I need to launch an external process that is to be controlled via messages sent back and forth via stdin and stdout. Using subprocess.Popen I am able to start the process but am unable to control the execution via stdin as I need to.

The flow of what I'm trying to complete is to:

  1. Start the external process
  2. Iterate for some number of steps
    1. Tell the external process to complete the next processing step by writing a new-line character to it's stdin
    2. Wait for the external process to signal it has completed the step by writing a new-line character to it's stdout
  3. Close the external process's stdin to indicate to the external process that execution has completed.

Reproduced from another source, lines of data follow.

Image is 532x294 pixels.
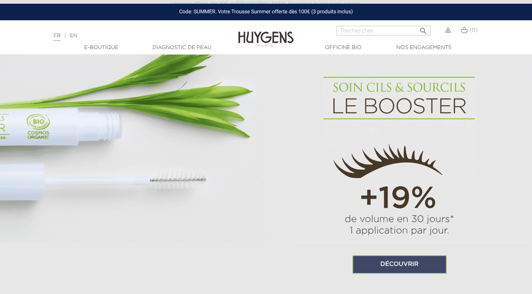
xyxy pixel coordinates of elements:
p: de volume en 30 jours* 1 application par jour. [322,214,476,237]
a: EN [70,33,77,38]
img: cils sourcils [322,75,476,214]
a: FR [54,33,61,41]
a: Officine Bio [306,44,380,52]
div: | [50,31,216,40]
a: Nos engagements [386,44,460,52]
a: E-Boutique [64,44,138,52]
span: (0) [469,28,477,33]
a: Diagnostic de peau [145,44,219,52]
input: Rechercher [336,26,430,35]
img: Huygens [238,20,293,48]
i:  [419,24,427,33]
a: Découvrir [352,255,446,274]
button:  [416,24,430,34]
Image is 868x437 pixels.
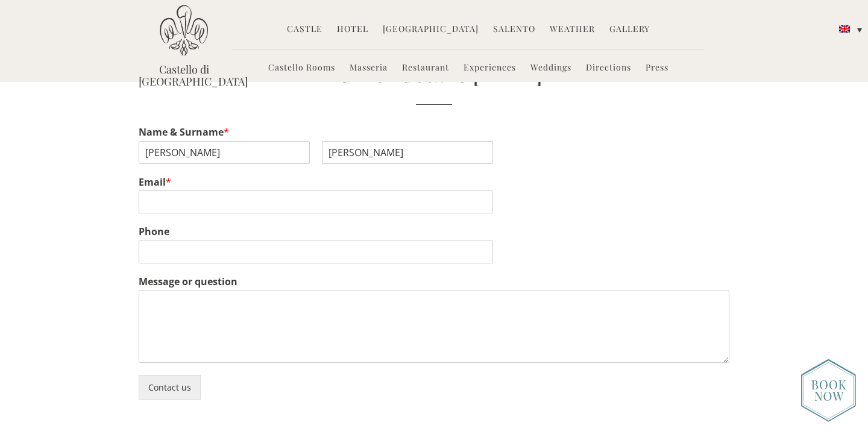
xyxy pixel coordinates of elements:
[531,62,572,76] a: Weddings
[586,62,631,76] a: Directions
[139,63,229,87] a: Castello di [GEOGRAPHIC_DATA]
[839,26,850,32] img: English
[160,5,208,56] img: Castello di Ugento
[493,23,535,37] a: Salento
[402,62,449,76] a: Restaurant
[350,62,388,76] a: Masseria
[139,226,729,238] label: Phone
[287,23,323,37] a: Castle
[322,141,493,164] input: Surname
[550,23,595,37] a: Weather
[801,359,856,422] img: enquire_today_weddings_page.png
[139,375,201,400] button: Contact us
[268,62,335,76] a: Castello Rooms
[646,62,669,76] a: Press
[337,23,369,37] a: Hotel
[801,359,856,422] img: new-booknow.png
[610,23,650,37] a: Gallery
[139,276,729,288] label: Message or question
[139,176,729,188] label: Email
[464,62,516,76] a: Experiences
[383,23,479,37] a: [GEOGRAPHIC_DATA]
[139,126,729,139] label: Name & Surname
[139,141,310,164] input: Name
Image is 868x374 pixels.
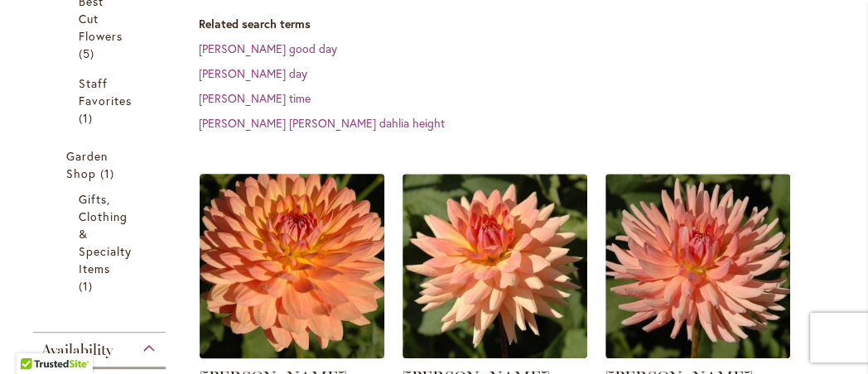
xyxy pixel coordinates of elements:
[199,115,445,131] a: [PERSON_NAME] [PERSON_NAME] dahlia height
[402,346,587,362] a: Mary Jo
[199,66,307,81] a: [PERSON_NAME] day
[78,191,132,276] span: Gifts, Clothing & Specialty Items
[66,148,108,181] span: Garden Shop
[78,191,124,295] a: Gifts, Clothing &amp; Specialty Items
[78,76,132,109] span: Staff Favorites
[199,41,337,56] a: [PERSON_NAME] good day
[13,316,59,362] iframe: Launch Accessibility Center
[199,16,852,32] dt: Related search terms
[42,341,112,359] span: Availability
[402,173,587,358] img: Mary Jo
[605,346,790,362] a: HEATHER MARIE
[78,75,124,127] a: Staff Favorites
[78,45,99,62] span: 5
[78,277,97,295] span: 1
[78,109,97,127] span: 1
[66,147,137,182] a: Garden Shop
[199,90,311,106] a: [PERSON_NAME] time
[605,173,790,358] img: HEATHER MARIE
[100,165,118,182] span: 1
[200,346,385,362] a: GABRIELLE MARIE
[196,169,389,362] img: GABRIELLE MARIE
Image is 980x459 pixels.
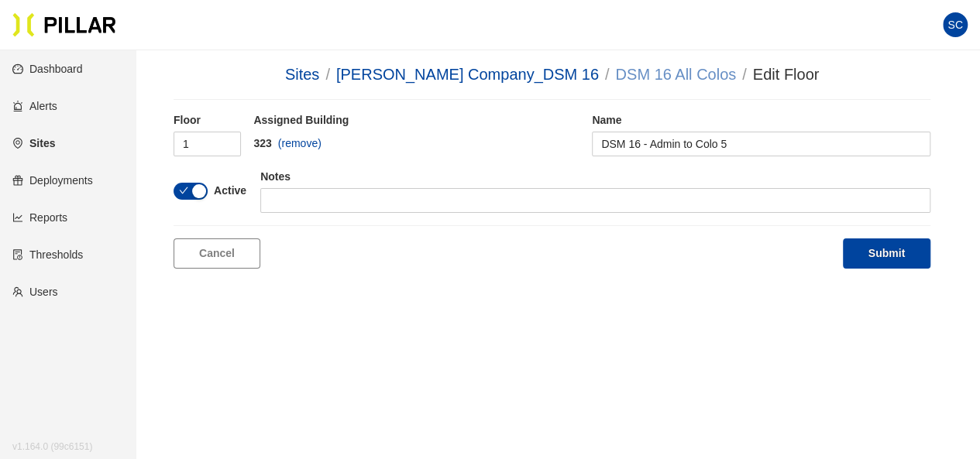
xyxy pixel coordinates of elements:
[278,135,322,152] span: (remove)
[742,66,746,83] span: /
[591,113,930,129] label: Name
[842,238,930,269] button: Submit
[179,186,188,195] span: check
[12,211,67,223] a: line-chartReports
[753,66,819,83] span: Edit Floor
[947,12,962,37] span: SC
[325,66,330,83] span: /
[12,63,83,75] a: dashboardDashboard
[615,66,736,83] a: DSM 16 All Colos
[254,135,271,152] div: 323
[605,66,609,83] span: /
[254,113,591,129] label: Assigned Building
[214,183,246,199] label: Active
[12,285,58,298] a: teamUsers
[12,137,55,150] a: environmentSites
[12,100,58,113] a: alertAlerts
[12,12,116,37] img: Pillar Technologies
[336,66,598,83] a: [PERSON_NAME] Company_DSM 16
[174,113,241,129] label: Floor
[12,174,93,187] a: giftDeployments
[285,66,319,83] a: Sites
[260,168,930,185] label: Notes
[174,238,260,269] a: Cancel
[12,248,83,261] a: exceptionThresholds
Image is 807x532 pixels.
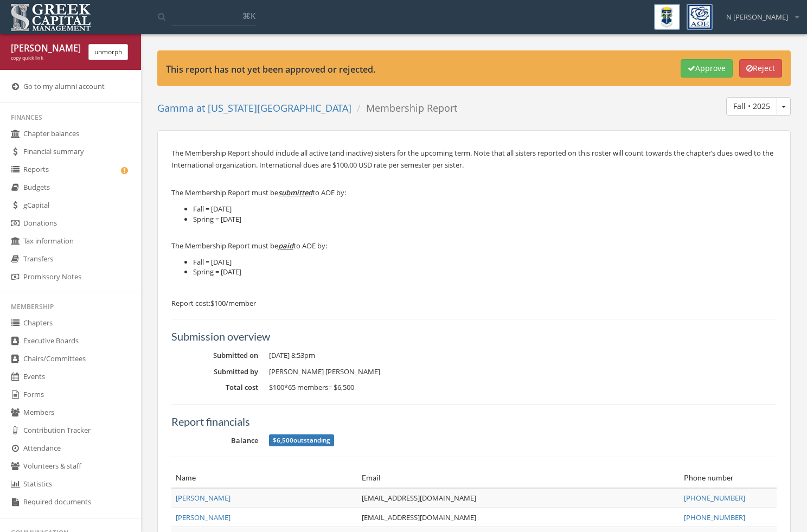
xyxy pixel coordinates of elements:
[172,240,777,252] p: The Membership Report must be to AOE by:
[739,59,782,78] button: Reject
[269,367,380,377] span: [PERSON_NAME] [PERSON_NAME]
[11,42,81,55] div: [PERSON_NAME] [PERSON_NAME]
[172,350,258,360] dt: Submitted on
[269,350,315,360] span: [DATE] 8:53pm
[11,55,81,61] div: copy quick link
[362,493,476,502] a: [EMAIL_ADDRESS][DOMAIN_NAME]
[172,382,258,393] dt: Total cost
[273,436,293,444] span: $6,500
[242,11,255,21] span: ⌘K
[172,298,256,308] span: Report cost: $100/member
[172,435,258,446] dt: Balance
[288,382,328,392] span: 65 members
[158,102,351,114] a: Gamma at [US_STATE][GEOGRAPHIC_DATA]
[172,330,777,342] h5: Submission overview
[726,97,777,115] button: Fall • 2025
[269,435,334,447] span: outstanding
[176,493,230,502] a: [PERSON_NAME]
[193,204,777,214] li: Fall = [DATE]
[328,382,332,392] span: =
[193,257,777,267] li: Fall = [DATE]
[172,468,358,488] th: Name
[719,4,799,22] div: N [PERSON_NAME]
[166,64,375,76] strong: This report has not yet been approved or rejected.
[176,512,230,522] a: [PERSON_NAME]
[172,367,258,377] dt: Submitted by
[684,512,746,522] a: [PHONE_NUMBER]
[278,241,293,251] u: paid
[358,468,680,488] th: Email
[362,512,476,522] a: [EMAIL_ADDRESS][DOMAIN_NAME]
[681,59,733,78] button: Approve
[684,493,746,502] a: [PHONE_NUMBER]
[172,187,777,199] p: The Membership Report must be to AOE by:
[193,267,777,277] li: Spring = [DATE]
[172,147,777,171] p: The Membership Report should include all active (and inactive) sisters for the upcoming term. Not...
[726,12,788,22] span: N [PERSON_NAME]
[351,102,457,115] li: Membership Report
[269,382,284,392] span: $100
[88,44,128,60] button: unmorph
[172,415,777,427] h5: Report financials
[334,382,354,392] span: $6,500
[777,97,791,115] button: Fall • 2025
[193,214,777,225] li: Spring = [DATE]
[680,468,777,488] th: Phone number
[278,188,312,197] u: submitted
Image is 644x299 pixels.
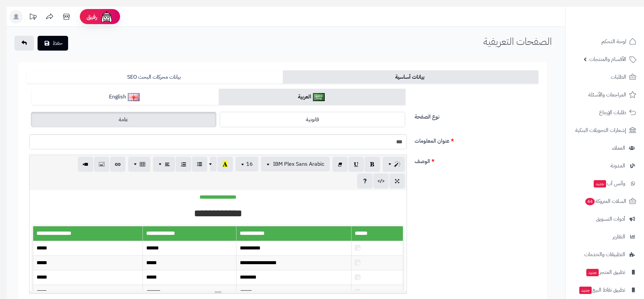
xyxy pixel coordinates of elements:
[569,264,640,280] a: تطبيق المتجرجديد
[569,105,640,121] a: طلبات الإرجاع
[100,10,113,23] img: ai-face.png
[611,72,626,82] span: الطلبات
[588,90,626,99] span: المراجعات والأسئلة
[32,89,219,105] a: English
[584,250,625,259] span: التطبيقات والخدمات
[313,93,325,101] img: العربية
[569,140,640,156] a: العملاء
[579,286,591,294] span: جديد
[612,232,625,241] span: التقارير
[598,25,637,39] img: logo-2.png
[273,160,324,168] span: IBM Plex Sans Arabic
[596,214,625,224] span: أدوات التسويق
[578,285,625,295] span: تطبيق نقاط البيع
[119,116,128,123] span: عامة
[128,93,139,101] img: English
[569,211,640,227] a: أدوات التسويق
[599,108,626,117] span: طلبات الإرجاع
[38,36,68,50] button: حفظ
[412,155,541,166] label: الوصف
[219,89,406,105] a: العربية
[569,246,640,263] a: التطبيقات والخدمات
[610,161,625,171] span: المدونة
[589,55,626,64] span: الأقسام والمنتجات
[593,179,625,188] span: وآتس آب
[585,196,626,206] span: السلات المتروكة
[261,157,330,171] button: IBM Plex Sans Arabic
[246,160,253,168] span: 16
[569,122,640,138] a: إشعارات التحويلات البنكية
[236,157,258,171] button: 16
[593,180,606,188] span: جديد
[283,70,539,84] a: بيانات أساسية
[601,37,626,46] span: لوحة التحكم
[483,36,552,47] h1: الصفحات التعريفية
[586,269,598,276] span: جديد
[586,268,625,277] span: تطبيق المتجر
[86,13,97,21] span: رفيق
[412,110,541,121] label: نوع الصفحة
[569,282,640,298] a: تطبيق نقاط البيعجديد
[575,126,626,135] span: إشعارات التحويلات البنكية
[569,69,640,85] a: الطلبات
[569,33,640,50] a: لوحة التحكم
[585,198,595,205] span: 44
[27,70,283,84] a: بيانات محركات البحث SEO
[25,10,41,25] a: تحديثات المنصة
[612,143,625,153] span: العملاء
[412,134,541,145] label: عنوان المعلومات
[569,229,640,245] a: التقارير
[569,193,640,209] a: السلات المتروكة44
[569,158,640,174] a: المدونة
[306,116,319,123] span: قانونية
[569,87,640,103] a: المراجعات والأسئلة
[569,176,640,191] a: وآتس آبجديد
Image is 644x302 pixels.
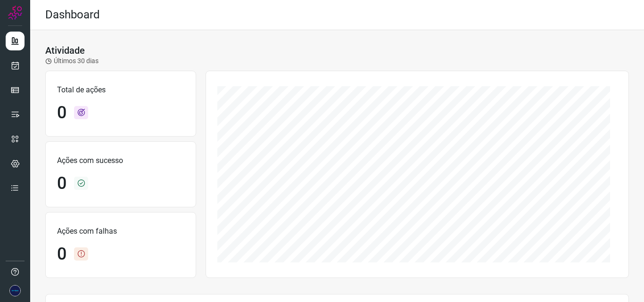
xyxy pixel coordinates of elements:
[57,102,66,123] h1: 0
[10,284,20,296] img: ec3b18c95a01f9524ecc1107e33c14f6.png
[45,45,85,56] h3: Atividade
[45,8,100,21] h2: Dashboard
[57,173,66,193] h1: 0
[57,225,184,237] p: Ações com falhas
[57,84,184,95] p: Total de ações
[57,244,66,264] h1: 0
[8,6,22,19] img: Logo
[57,155,184,166] p: Ações com sucesso
[45,56,99,66] p: Últimos 30 dias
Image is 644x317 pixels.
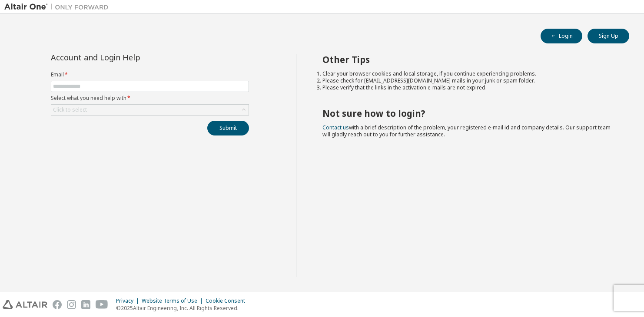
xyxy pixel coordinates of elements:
[53,106,87,113] div: Click to select
[141,298,205,304] div: Website Terms of Use
[323,124,349,131] a: Contact us
[116,304,250,312] p: © 2025 Altair Engineering, Inc. All Rights Reserved.
[51,95,249,102] label: Select what you need help with
[4,3,113,12] img: Altair One
[3,300,47,309] img: altair_logo.svg
[208,121,249,135] button: Submit
[323,70,614,78] li: Clear your browser cookies and local storage, if you continue experiencing problems.
[51,54,210,61] div: Account and Login Help
[541,29,582,43] button: Login
[53,300,62,309] img: facebook.svg
[96,300,108,309] img: youtube.svg
[67,300,76,309] img: instagram.svg
[51,71,249,78] label: Email
[323,124,610,138] span: with a brief description of the problem, your registered e-mail id and company details. Our suppo...
[323,108,614,119] h2: Not sure how to login?
[81,300,90,309] img: linkedin.svg
[323,54,614,65] h2: Other Tips
[587,29,629,43] button: Sign Up
[323,78,614,84] li: Please check for [EMAIL_ADDRESS][DOMAIN_NAME] mails in your junk or spam folder.
[51,105,249,115] div: Click to select
[205,298,250,304] div: Cookie Consent
[323,84,614,91] li: Please verify that the links in the activation e-mails are not expired.
[116,298,141,304] div: Privacy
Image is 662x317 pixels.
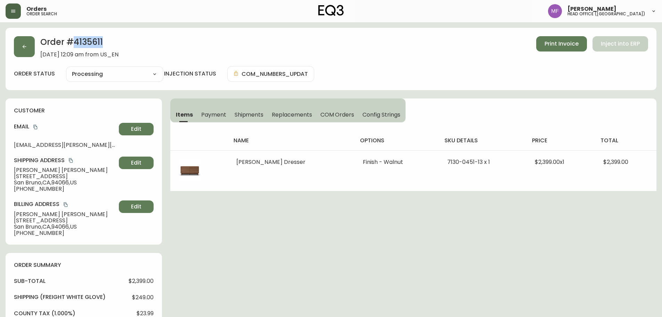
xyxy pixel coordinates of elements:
[119,123,154,135] button: Edit
[14,217,116,224] span: [STREET_ADDRESS]
[14,277,46,285] h4: sub-total
[318,5,344,16] img: logo
[119,200,154,213] button: Edit
[14,173,116,179] span: [STREET_ADDRESS]
[537,36,587,51] button: Print Invoice
[363,111,400,118] span: Config Strings
[321,111,355,118] span: COM Orders
[137,310,154,316] span: $23.99
[179,159,201,181] img: 34775fdd-1fcb-4888-aa58-66632fb7f82aOptional[marcel-double-walnut-dresser].jpg
[14,107,154,114] h4: customer
[535,158,565,166] span: $2,399.00 x 1
[363,159,430,165] li: Finish - Walnut
[62,201,69,208] button: copy
[131,125,142,133] span: Edit
[568,12,646,16] h5: head office ([GEOGRAPHIC_DATA])
[67,157,74,164] button: copy
[14,142,116,148] span: [EMAIL_ADDRESS][PERSON_NAME][DOMAIN_NAME]
[119,156,154,169] button: Edit
[14,224,116,230] span: San Bruno , CA , 94066 , US
[445,137,522,144] h4: sku details
[14,230,116,236] span: [PHONE_NUMBER]
[235,111,264,118] span: Shipments
[236,158,306,166] span: [PERSON_NAME] Dresser
[26,6,47,12] span: Orders
[601,137,651,144] h4: total
[14,156,116,164] h4: Shipping Address
[14,167,116,173] span: [PERSON_NAME] [PERSON_NAME]
[131,159,142,167] span: Edit
[40,51,119,58] span: [DATE] 12:09 am from US_EN
[545,40,579,48] span: Print Invoice
[132,294,154,300] span: $249.00
[14,123,116,130] h4: Email
[176,111,193,118] span: Items
[14,261,154,269] h4: order summary
[568,6,617,12] span: [PERSON_NAME]
[360,137,433,144] h4: options
[272,111,312,118] span: Replacements
[548,4,562,18] img: 91cf6c4ea787f0dec862db02e33d59b3
[14,200,116,208] h4: Billing Address
[234,137,349,144] h4: name
[164,70,216,78] h4: injection status
[131,203,142,210] span: Edit
[40,36,119,51] h2: Order # 4135611
[32,123,39,130] button: copy
[201,111,226,118] span: Payment
[14,70,55,78] label: order status
[14,211,116,217] span: [PERSON_NAME] [PERSON_NAME]
[447,158,490,166] span: 7130-0451-13 x 1
[14,179,116,186] span: San Bruno , CA , 94066 , US
[129,278,154,284] span: $2,399.00
[604,158,629,166] span: $2,399.00
[14,293,106,301] h4: Shipping ( Freight White Glove )
[26,12,57,16] h5: order search
[532,137,589,144] h4: price
[14,186,116,192] span: [PHONE_NUMBER]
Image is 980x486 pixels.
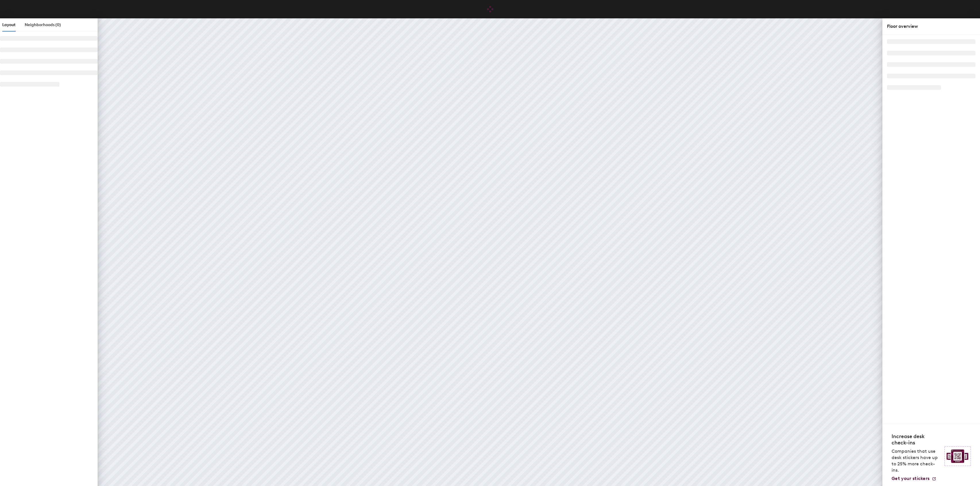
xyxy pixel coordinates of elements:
[25,22,61,27] span: Neighborhoods (0)
[887,23,976,30] div: Floor overview
[2,22,16,27] span: Layout
[944,447,971,466] img: Sticker logo
[891,476,929,482] span: Get your stickers
[891,434,941,446] h4: Increase desk check-ins
[891,448,941,474] p: Companies that use desk stickers have up to 25% more check-ins.
[891,476,936,482] a: Get your stickers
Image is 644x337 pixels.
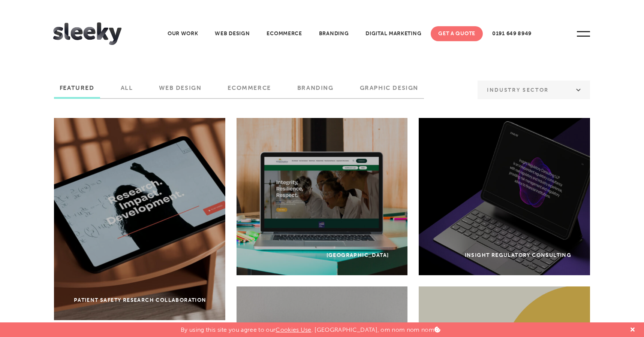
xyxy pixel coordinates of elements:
[222,84,277,97] label: Ecommerce
[292,84,339,97] label: Branding
[153,84,207,97] label: Web Design
[430,26,483,41] a: Get A Quote
[160,26,206,41] a: Our Work
[259,26,309,41] a: Ecommerce
[181,323,441,334] p: By using this site you agree to our . [GEOGRAPHIC_DATA], om nom nom nom
[208,26,257,41] a: Web Design
[354,84,424,97] label: Graphic Design
[54,84,100,97] label: Featured
[358,26,429,41] a: Digital Marketing
[53,23,121,45] img: Sleeky Web Design Newcastle
[311,26,356,41] a: Branding
[115,84,139,97] label: All
[276,326,311,334] a: Cookies Use
[484,26,539,41] a: 0191 649 8949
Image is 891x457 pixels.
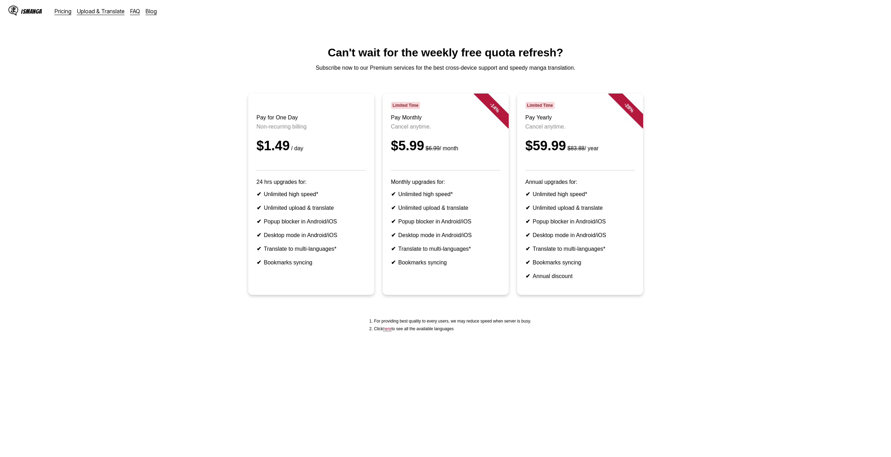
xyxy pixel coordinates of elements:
li: Translate to multi-languages* [257,245,366,252]
b: ✔ [525,218,530,224]
div: $5.99 [391,138,500,153]
div: IsManga [21,8,42,15]
b: ✔ [257,191,261,197]
b: ✔ [525,246,530,252]
b: ✔ [391,205,395,211]
b: ✔ [525,205,530,211]
li: Annual discount [525,273,634,279]
li: Popup blocker in Android/iOS [391,218,500,225]
span: Limited Time [391,102,420,109]
b: ✔ [391,246,395,252]
b: ✔ [525,191,530,197]
a: IsManga LogoIsManga [8,6,55,17]
b: ✔ [525,259,530,265]
div: $1.49 [257,138,366,153]
h3: Pay Yearly [525,114,634,121]
p: Subscribe now to our Premium services for the best cross-device support and speedy manga translat... [6,65,885,71]
b: ✔ [257,232,261,238]
p: Cancel anytime. [525,124,634,130]
li: Translate to multi-languages* [525,245,634,252]
a: FAQ [130,8,140,15]
a: Pricing [55,8,71,15]
b: ✔ [391,191,395,197]
h1: Can't wait for the weekly free quota refresh? [6,46,885,59]
b: ✔ [391,232,395,238]
li: Unlimited upload & translate [257,204,366,211]
li: Click to see all the available languages [374,326,531,331]
h3: Pay for One Day [257,114,366,121]
b: ✔ [391,218,395,224]
li: Unlimited high speed* [525,191,634,197]
li: Desktop mode in Android/iOS [525,232,634,238]
span: Limited Time [525,102,554,109]
li: Popup blocker in Android/iOS [257,218,366,225]
p: 24 hrs upgrades for: [257,179,366,185]
li: Unlimited high speed* [391,191,500,197]
s: $6.99 [426,145,440,151]
small: / month [424,145,458,151]
li: Bookmarks syncing [525,259,634,266]
b: ✔ [391,259,395,265]
h3: Pay Monthly [391,114,500,121]
li: Bookmarks syncing [391,259,500,266]
s: $83.88 [567,145,584,151]
b: ✔ [525,273,530,279]
li: Unlimited upload & translate [525,204,634,211]
div: $59.99 [525,138,634,153]
li: Translate to multi-languages* [391,245,500,252]
small: / year [566,145,598,151]
b: ✔ [257,205,261,211]
a: Blog [146,8,157,15]
li: Bookmarks syncing [257,259,366,266]
p: Cancel anytime. [391,124,500,130]
a: Upload & Translate [77,8,125,15]
p: Non-recurring billing [257,124,366,130]
div: - 28 % [607,86,649,128]
b: ✔ [257,259,261,265]
small: / day [290,145,303,151]
li: Unlimited high speed* [257,191,366,197]
b: ✔ [525,232,530,238]
img: IsManga Logo [8,6,18,15]
p: Annual upgrades for: [525,179,634,185]
li: Unlimited upload & translate [391,204,500,211]
a: Available languages [383,326,391,331]
li: Desktop mode in Android/iOS [391,232,500,238]
p: Monthly upgrades for: [391,179,500,185]
b: ✔ [257,246,261,252]
b: ✔ [257,218,261,224]
li: Popup blocker in Android/iOS [525,218,634,225]
li: For providing best quality to every users, we may reduce speed when server is busy. [374,318,531,323]
li: Desktop mode in Android/iOS [257,232,366,238]
div: - 14 % [473,86,515,128]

I have come up with the following so far:

process=subprocess.Popen([PathToProcess],stdin=subprocess.PIPE,stdout=subprocess.PIPE);
for i in xrange(StepsToComplete):
    print "Forcing step # %s"%i
    process.communicate(input='\n')

When I run the above code the '\n' is not communicated to the external process, and I never get beyond step #0. The code blocks at process.communicate() and does not proceed any further. I am using the communicate() method incorrectly?

Also how would I implement the "wait until the external process writes a new line" piece of functionality?

+3  A: 

process.communicate(input='\n') is wrong. If you will notice from the Python docs, it writes your string to the stdin of the child, then reads all output from the child until the child exits. From doc.python.org:

Popen.communicate(input=None) Interact with process: Send data to stdin. Read data from stdout and stderr, until end-of-file is reached. Wait for process to terminate. The optional input argument should be a string to be sent to the child process, or None, if no data should be sent to the child.

Instead, you want to just write to the child's stdout. Then read from it in your loop.

Something more like:

process=subprocess.Popen([PathToProcess],stdin=subprocess.PIPE,stdout=subprocess.PIPE);
for i in xrange(StepsToComplete):
    print "Forcing step # %s"%i
    process.stdin.write("\n")
    result=process.stdout.readline()

This will do something more like what you want.

Christopher
Something that bit me when I first did this was that if you're only sending a few characters, you may have to flush the streams before anything is transmitted.
Kiv
A: 

You could use Twisted, by using reactor.spawnProcess and LineReceiver.